For receive, as we discussed earlier, use the logic analyzer to see if it’s actually trying at the right time.

I bought them and I don’t feel like I lost something because it’s really cheap and I can reuse them for other things, but learned a lot. Someone here said why to buy a Ferrari if you just want to test one ride. Unsupported hardware worked well for other guys. Imagine now how you will feel when you buy super featured board and then you see in the console no JointAccept and you can’t explain why because you need to add extra fees for new gateway to see logs. Strange.
We can solve any problem. The main problem is in understanding. We don’t know if no JoinAccept is generated when the node is unreachable or low memory or wrong pin mapping or bytes order etc etc I would like to see something simpler The beginners like me will see how difficult it’s debugging first node when you don’t have a own gateway. This is a lesson to learn.

I don’t know how to do that without my own gateway or a spectrum analyzer.

I used a logic analyzer. Connected it to SPI to see communication between arduino and rfm. I set up sending packet each 10 seconds for testing and I did saw each 10 seconds some activity. I could not decode what commands are passing between. Need to learn deeper this type of communication

Print out a hexdump of the raw packet bytes

You want to look only at a single cycle of transmit and receive, and as explained in the post recommending this, look for the specific pieces of SPI bus and DIO activity happening at the right times. Even if you don’t decode the SPI you need to see activity happening in the right place.

Given you’re not reverse engineering something, you could also just blip another GPIO at key times in sequence of the attempt, which was actually the first part of that recommendation from earlier…

FWIW, having somewhat lost the will to live, I got the breadboard mashup that’s pictured above out of its draw and created a new ABP sketch and it’s sending away nicely and received a downlink. Using https://github.com/matthijskooijman/arduino-lmic/tree/1.5.0+arduino-3

I’ll try an OTAA sketch in the morning.

This is another version. This one is
name=LMIC-Arduino
version=1.5.0+arduino-3
author=IBM

I have tested earlier with this version
name=IBM LMIC framework
version=1.5.1
author=IBM

Now I tested at the window with version=1.5.0+arduino-3 - nothing for me.

Starting
RXMODE_RSSI
457: engineUpdate, opmode=0x808
1505: TXMODE, freq=867500000, len=26, SF=7, BW=125, CR=4/5, IH=0
Packet queued
67967: RXMODE_SINGLE, freq=867500000, SF=7, BW=125, CR=4/5, IH=0

I suppose you have your own gateway. Have you tested how many meters from the house your device can reach the gateway?

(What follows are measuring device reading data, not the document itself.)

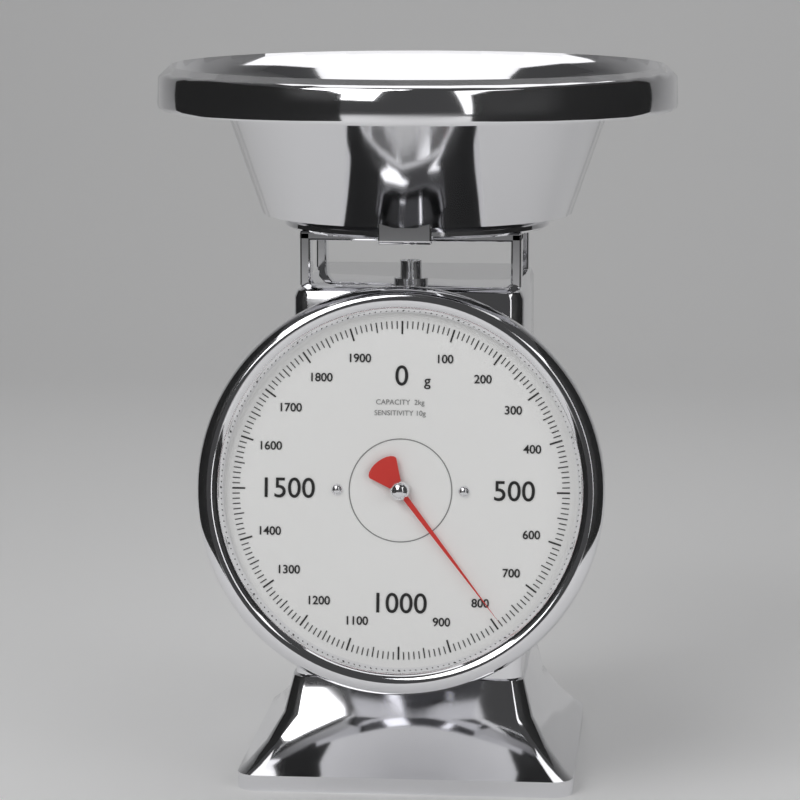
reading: 790 g
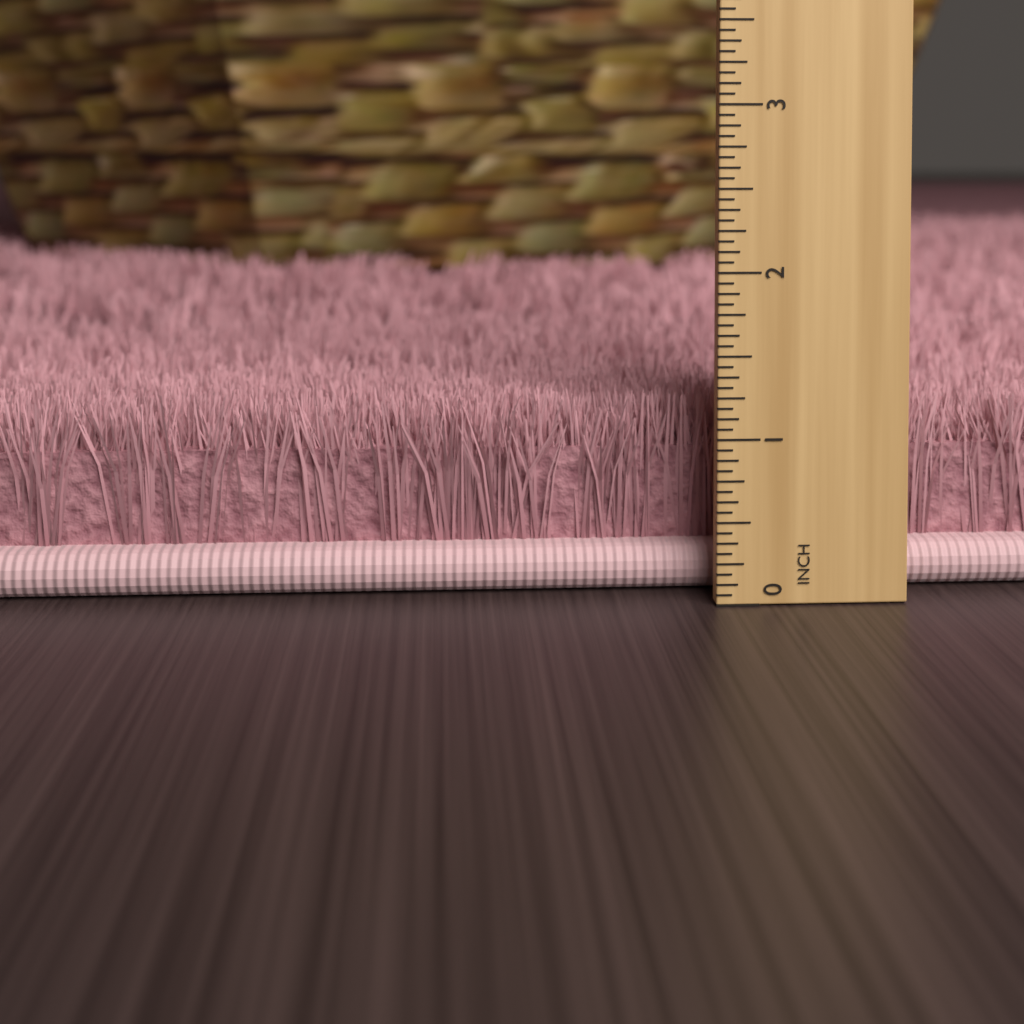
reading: 1.1875 inch
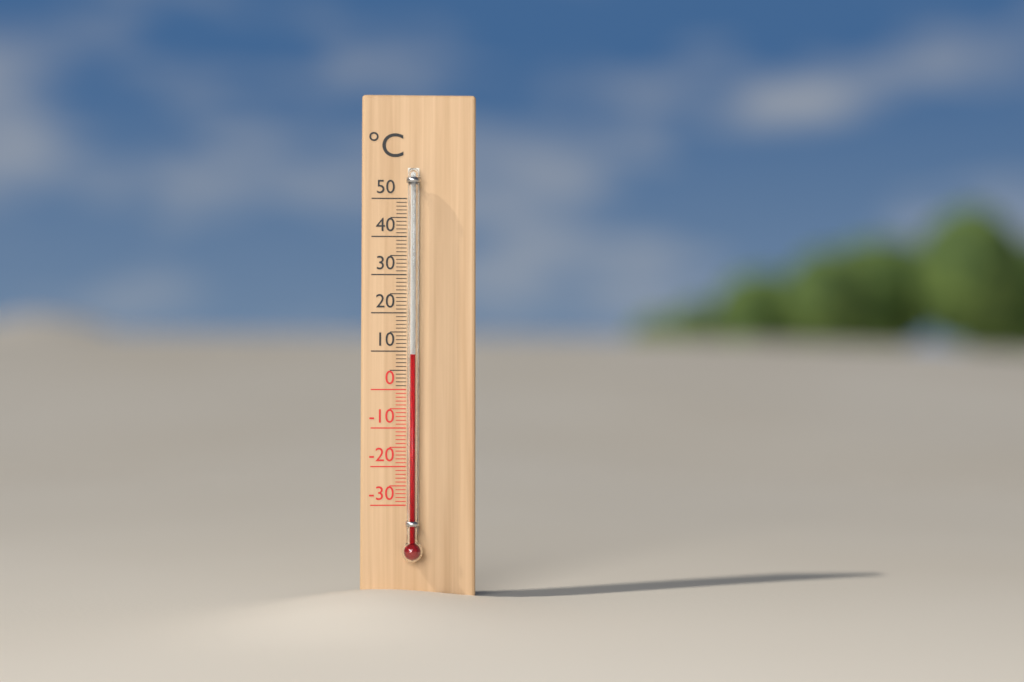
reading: 9 °C
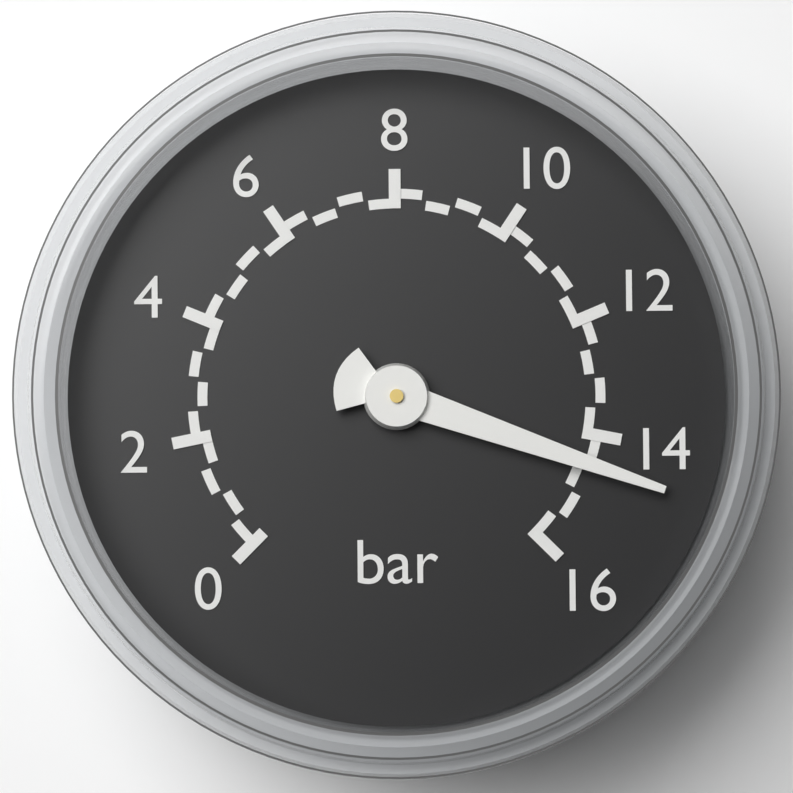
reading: 14.5 bar
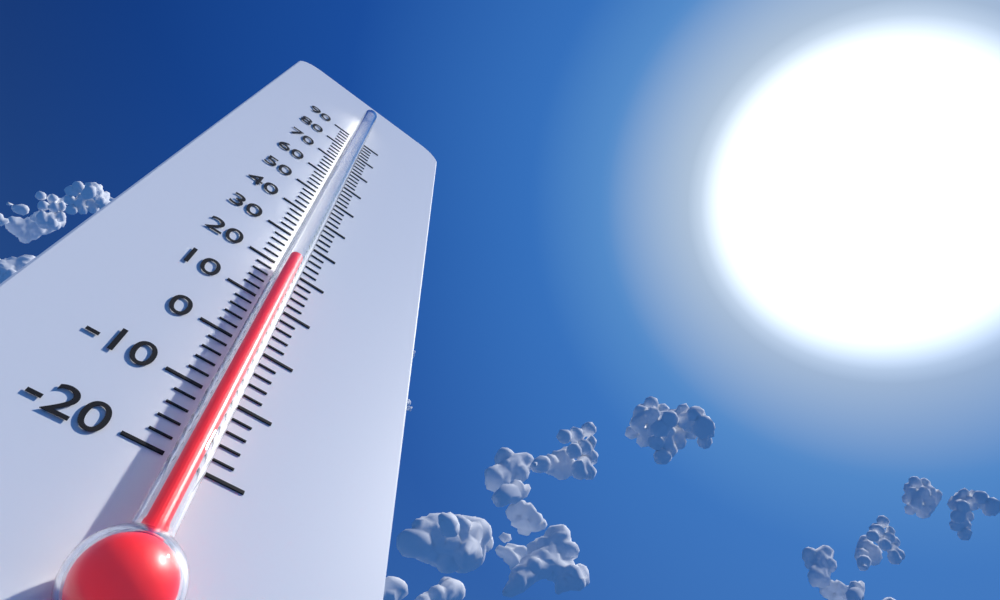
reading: 20 (no unit)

It would be great if you could be specific about the repository and git hash you are using when you mention these. The “name” in the code is almost meaningless.

Also, debug prints may break timing. So a good strategy is to load up with extra debug output, raw packet dump, etc and make sure the code is doing what it is supposed to be doing; then disable all of that and check the timing with a scope or logic analyzer.

This one. It’s the same maintainer, only versions are different.
https://github.com/matthijskooijman/arduino-lmic

I just compared library.properties and I observed a difference. version=1.5.1 and version=1.5.0+arduino-3 is different. Can you see it? Links to all used libraries are provided in this thread, if you read from beginning. What git hash do you want and for what purpose?